Am I never lonely when away from everything/everyone? Nope, but indeed I spend a lot of time alone, and there’s a difference between loneliness and being alone, the last is by choice.
A good friend of mine, one that does magic with her hands when it comes to healing overworked and stressed bodies, posted some months ago the following on Instagram;
“You come home, make some tea, sit down in your
armchair and all around you there is silence.
Everyone decides for themselves weather
that is loneliness or freedom”
That simply sums up life, choices and decisions, it’s all in our own hands how we want to live and how we want to look up on life. And above verse, for me, screams out freedom. Freedom is priceless.

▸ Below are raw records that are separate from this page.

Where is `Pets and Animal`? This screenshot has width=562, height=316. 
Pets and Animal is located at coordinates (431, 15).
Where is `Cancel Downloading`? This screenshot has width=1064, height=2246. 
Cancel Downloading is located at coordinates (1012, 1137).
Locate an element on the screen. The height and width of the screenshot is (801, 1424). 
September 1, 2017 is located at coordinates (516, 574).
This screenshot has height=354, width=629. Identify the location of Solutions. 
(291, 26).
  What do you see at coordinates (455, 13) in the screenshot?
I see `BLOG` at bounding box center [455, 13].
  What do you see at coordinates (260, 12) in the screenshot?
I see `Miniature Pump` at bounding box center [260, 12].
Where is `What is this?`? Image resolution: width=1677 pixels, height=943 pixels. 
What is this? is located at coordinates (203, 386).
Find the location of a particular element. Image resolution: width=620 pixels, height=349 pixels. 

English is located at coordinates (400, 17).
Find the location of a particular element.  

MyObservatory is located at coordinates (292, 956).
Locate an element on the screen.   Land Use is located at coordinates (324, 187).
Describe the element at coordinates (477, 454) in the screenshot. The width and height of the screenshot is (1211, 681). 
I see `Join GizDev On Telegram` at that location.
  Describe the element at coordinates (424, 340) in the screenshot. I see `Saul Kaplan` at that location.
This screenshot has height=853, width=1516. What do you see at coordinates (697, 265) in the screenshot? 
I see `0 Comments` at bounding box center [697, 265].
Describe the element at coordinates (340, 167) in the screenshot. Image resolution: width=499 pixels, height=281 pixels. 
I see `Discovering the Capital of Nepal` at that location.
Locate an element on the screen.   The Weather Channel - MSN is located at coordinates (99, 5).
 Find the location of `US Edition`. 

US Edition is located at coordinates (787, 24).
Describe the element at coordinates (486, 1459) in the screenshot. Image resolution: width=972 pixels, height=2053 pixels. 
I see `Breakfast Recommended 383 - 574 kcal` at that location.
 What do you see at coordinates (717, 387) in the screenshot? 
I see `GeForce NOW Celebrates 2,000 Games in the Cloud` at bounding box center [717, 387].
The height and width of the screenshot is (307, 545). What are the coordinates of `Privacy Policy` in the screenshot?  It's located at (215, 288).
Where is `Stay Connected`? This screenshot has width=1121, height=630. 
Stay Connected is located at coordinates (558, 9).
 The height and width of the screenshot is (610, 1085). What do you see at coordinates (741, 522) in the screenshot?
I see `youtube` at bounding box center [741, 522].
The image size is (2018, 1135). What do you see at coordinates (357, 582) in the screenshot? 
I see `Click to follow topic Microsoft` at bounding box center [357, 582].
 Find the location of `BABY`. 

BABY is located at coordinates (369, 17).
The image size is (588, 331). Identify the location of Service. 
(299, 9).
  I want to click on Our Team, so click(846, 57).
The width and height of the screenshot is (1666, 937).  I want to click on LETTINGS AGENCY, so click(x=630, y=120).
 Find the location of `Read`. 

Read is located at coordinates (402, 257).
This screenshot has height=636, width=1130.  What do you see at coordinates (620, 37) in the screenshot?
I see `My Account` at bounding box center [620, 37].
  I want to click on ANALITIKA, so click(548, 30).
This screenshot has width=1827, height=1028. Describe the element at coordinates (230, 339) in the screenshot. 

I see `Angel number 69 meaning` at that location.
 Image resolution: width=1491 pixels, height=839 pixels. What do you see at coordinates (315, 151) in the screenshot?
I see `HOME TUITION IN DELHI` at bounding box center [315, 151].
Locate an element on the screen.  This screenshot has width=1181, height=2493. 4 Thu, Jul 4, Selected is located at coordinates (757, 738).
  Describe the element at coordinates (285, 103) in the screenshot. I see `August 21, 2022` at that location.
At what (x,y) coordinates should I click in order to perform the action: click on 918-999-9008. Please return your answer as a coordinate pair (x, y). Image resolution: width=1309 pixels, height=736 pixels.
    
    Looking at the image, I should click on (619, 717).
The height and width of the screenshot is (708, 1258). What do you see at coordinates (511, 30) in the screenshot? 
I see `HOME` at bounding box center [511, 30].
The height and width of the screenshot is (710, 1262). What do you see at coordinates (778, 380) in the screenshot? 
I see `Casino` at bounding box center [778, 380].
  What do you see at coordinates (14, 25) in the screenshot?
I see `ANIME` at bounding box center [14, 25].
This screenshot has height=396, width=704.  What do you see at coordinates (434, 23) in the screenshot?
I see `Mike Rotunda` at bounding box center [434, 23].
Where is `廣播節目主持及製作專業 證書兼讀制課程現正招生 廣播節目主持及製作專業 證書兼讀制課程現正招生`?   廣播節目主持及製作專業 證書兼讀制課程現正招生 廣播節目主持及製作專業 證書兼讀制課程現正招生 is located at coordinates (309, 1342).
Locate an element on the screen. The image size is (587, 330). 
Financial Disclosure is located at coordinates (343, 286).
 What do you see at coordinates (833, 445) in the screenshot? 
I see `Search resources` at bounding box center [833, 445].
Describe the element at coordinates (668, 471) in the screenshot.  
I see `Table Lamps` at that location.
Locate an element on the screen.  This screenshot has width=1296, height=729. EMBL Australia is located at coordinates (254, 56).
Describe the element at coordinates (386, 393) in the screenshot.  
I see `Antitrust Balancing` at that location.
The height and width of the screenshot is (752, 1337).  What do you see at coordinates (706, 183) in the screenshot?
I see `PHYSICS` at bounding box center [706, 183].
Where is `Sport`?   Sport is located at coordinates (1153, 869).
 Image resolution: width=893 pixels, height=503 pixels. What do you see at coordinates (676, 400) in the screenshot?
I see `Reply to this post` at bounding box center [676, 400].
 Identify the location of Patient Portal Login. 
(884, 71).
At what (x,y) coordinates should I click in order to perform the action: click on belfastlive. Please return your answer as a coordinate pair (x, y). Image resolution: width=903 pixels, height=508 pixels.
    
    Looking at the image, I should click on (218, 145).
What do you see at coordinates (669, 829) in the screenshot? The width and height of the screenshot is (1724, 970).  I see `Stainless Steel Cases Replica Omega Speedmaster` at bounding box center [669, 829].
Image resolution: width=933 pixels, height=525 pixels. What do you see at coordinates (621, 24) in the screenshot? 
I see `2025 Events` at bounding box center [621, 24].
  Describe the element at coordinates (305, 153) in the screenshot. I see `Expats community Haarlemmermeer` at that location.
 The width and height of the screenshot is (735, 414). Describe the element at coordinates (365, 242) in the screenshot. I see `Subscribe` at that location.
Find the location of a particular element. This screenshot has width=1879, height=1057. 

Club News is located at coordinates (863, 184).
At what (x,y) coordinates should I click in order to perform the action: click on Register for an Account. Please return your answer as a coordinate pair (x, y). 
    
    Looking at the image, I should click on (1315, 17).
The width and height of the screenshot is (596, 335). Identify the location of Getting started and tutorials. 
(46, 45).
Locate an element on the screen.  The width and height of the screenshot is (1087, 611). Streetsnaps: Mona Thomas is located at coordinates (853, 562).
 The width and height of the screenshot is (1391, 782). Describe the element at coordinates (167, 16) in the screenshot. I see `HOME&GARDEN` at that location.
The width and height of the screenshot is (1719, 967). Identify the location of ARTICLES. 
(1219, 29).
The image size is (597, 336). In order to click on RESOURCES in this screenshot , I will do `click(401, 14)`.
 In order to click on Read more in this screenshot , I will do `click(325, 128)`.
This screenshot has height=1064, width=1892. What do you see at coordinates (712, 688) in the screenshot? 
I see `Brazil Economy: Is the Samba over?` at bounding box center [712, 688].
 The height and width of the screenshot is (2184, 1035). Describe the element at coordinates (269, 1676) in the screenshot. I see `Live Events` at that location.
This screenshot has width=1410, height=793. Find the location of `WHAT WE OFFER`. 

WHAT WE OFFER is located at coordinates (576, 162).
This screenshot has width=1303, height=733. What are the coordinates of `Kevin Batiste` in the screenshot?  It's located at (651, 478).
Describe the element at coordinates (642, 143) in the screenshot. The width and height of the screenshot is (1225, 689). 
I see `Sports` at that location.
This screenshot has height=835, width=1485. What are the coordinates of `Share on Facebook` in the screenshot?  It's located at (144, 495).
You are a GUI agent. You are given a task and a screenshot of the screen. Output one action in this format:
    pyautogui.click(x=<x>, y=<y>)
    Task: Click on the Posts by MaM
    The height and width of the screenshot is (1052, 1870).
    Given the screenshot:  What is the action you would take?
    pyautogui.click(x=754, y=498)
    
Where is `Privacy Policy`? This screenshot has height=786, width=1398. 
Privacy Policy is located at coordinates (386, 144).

Another impact the work-related choices have had is of cause the financial part; the years outside Denmark, the jobs that went south and ended up with no pay check, the volunteer work and the lack of pension schemes clearly shows when compared to my old colleagues.
Two things differentiate us; I might not have the same amount of funds available as them whenever I retire, but I won’t have the same expenses either to deal with.
And secondly, I will retire in a much better stage health wise, so I will be able to continue live and act as I do today, maybe slightly reduced though.
To live as I do today and not have any aching parts of my body is the number one pay-back from my choice of investing in life made so many years ago, and yes; I can still carry my daughter on my shoulders if need be.
When investing in life, diet is obviously an important part too, and without going in too many details I will try to make it short.
You are what you eat.
You eat what you buy.
Stop buying shite.
By using the philosophy “You have to burn it before you can earn it”, I’ve managed to stay within the better part of an average healthy Danish person. It simply works so that if I haven’t put the hours into the workout I cannot consume that extra pudding, pizza or Pepsi.
I guess I would have to run more than a thousand miles to qualify for a Pepsi, whereas all I need to do to qualify for a Coca Cola is to wake up in the morning. (I’m not paid to say that)
Do I drink Coke? Yes, I do.
Do I always qualify for the Coke? No, not always, rarely actually, but that’s my lot in life, that’s where I sin, or at least the one sin I do not try to hide.
The philosophy with earn and burn, do I always live by that? Of cause not, lots of places I’ve worked I’ve had no influence over what I have been served, only the choice to eat it or leave it. But as I have also had a job to do, I’ve had to eat what was served, well knowing that it wasn’t a good choice for my body. Nevertheless, it has always been temporary, rarely exceeding more than a couple of years at the time. Once in Rwanda I gained 15 kilos in three months, only by drinking boiled fat cowmilk with tealeaves and sugar all day long, it was that or dried cassava, which I never learned to enjoy. I knew it was temporary, when the environment allowed it, I would choose to take control again.
Life usual give you three choices, the right ones, the ones with room for improvements and the bad ones; aim for the right ones, if you miss, don’t settle for the one in the middle, aim again, and again, and you’ll end up hitting the right one.
“No one can choose to go back to get a new start, everyone can choose to start today and make a new ending”
Take ownership of your choices, not your circumstances.
When I look at my granddaughter today, I know that in some few years I will be walking her home from her kindergarten, I also know that one of those days she will be tired and ask if she can get up on my shoulders. I know then, that the choice I made those many years ago was, for me, the right one, for without any second thoughts I will pick her up. And if she’s not too tired we will take a detour home, and to be able to do that at my age, is for me priceless in so many ways.